[[ ENTRIES SHOWN open ]]
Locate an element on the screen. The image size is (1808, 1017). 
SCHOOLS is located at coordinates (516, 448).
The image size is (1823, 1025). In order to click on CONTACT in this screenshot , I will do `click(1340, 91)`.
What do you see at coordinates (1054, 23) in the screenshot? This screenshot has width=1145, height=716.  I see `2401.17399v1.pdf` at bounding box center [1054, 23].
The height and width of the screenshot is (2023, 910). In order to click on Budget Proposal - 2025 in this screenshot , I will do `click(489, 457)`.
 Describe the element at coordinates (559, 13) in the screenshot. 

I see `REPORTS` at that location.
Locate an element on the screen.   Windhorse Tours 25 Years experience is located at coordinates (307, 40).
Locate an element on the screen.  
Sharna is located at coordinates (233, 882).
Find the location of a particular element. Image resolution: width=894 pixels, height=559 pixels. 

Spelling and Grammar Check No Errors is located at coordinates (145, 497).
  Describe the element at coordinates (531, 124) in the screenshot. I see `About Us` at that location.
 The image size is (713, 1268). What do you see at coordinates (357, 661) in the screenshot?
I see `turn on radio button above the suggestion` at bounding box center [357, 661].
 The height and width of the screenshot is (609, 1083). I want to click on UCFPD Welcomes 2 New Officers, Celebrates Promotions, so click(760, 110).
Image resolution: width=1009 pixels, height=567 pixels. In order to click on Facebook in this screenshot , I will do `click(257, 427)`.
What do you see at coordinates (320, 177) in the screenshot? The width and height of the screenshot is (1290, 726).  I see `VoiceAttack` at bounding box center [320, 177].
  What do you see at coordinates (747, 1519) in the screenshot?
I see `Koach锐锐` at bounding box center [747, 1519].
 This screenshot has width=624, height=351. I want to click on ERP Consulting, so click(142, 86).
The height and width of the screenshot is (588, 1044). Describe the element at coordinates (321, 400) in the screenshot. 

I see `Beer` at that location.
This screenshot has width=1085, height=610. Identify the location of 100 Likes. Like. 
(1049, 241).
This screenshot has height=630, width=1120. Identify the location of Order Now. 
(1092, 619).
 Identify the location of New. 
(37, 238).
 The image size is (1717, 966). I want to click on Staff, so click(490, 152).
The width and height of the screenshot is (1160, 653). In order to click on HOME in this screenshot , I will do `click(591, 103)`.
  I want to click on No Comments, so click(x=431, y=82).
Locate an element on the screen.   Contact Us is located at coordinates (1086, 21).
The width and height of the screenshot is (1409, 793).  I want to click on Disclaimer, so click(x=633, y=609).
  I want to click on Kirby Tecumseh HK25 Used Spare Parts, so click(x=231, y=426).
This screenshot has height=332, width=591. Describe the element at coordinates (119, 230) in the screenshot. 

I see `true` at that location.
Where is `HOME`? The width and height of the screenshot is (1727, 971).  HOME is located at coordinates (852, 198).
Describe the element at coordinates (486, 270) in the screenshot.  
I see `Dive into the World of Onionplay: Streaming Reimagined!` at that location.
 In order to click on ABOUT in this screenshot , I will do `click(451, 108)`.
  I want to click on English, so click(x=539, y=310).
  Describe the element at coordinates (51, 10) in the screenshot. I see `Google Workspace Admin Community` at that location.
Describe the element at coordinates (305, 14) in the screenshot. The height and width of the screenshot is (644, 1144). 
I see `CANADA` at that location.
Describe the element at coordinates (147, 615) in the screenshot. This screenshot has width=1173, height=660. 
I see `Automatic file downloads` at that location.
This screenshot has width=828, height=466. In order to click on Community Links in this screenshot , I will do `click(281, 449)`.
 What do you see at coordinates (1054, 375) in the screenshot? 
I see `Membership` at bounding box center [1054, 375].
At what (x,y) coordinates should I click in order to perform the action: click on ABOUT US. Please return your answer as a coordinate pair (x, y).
[[ ENTRIES SHOWN closed ]]
WORK INSTRUCTION: Your reply should be an exact copy of every line from the line with "In order to click on ABOUT" through the final line of the data, and nothing more.

EXERCISE ANSWER:
 In order to click on ABOUT in this screenshot , I will do `click(451, 108)`.
  I want to click on English, so click(x=539, y=310).
  Describe the element at coordinates (51, 10) in the screenshot. I see `Google Workspace Admin Community` at that location.
Describe the element at coordinates (305, 14) in the screenshot. The height and width of the screenshot is (644, 1144). 
I see `CANADA` at that location.
Describe the element at coordinates (147, 615) in the screenshot. This screenshot has width=1173, height=660. 
I see `Automatic file downloads` at that location.
This screenshot has width=828, height=466. In order to click on Community Links in this screenshot , I will do `click(281, 449)`.
 What do you see at coordinates (1054, 375) in the screenshot? 
I see `Membership` at bounding box center [1054, 375].
At what (x,y) coordinates should I click in order to perform the action: click on ABOUT US. Please return your answer as a coordinate pair (x, y).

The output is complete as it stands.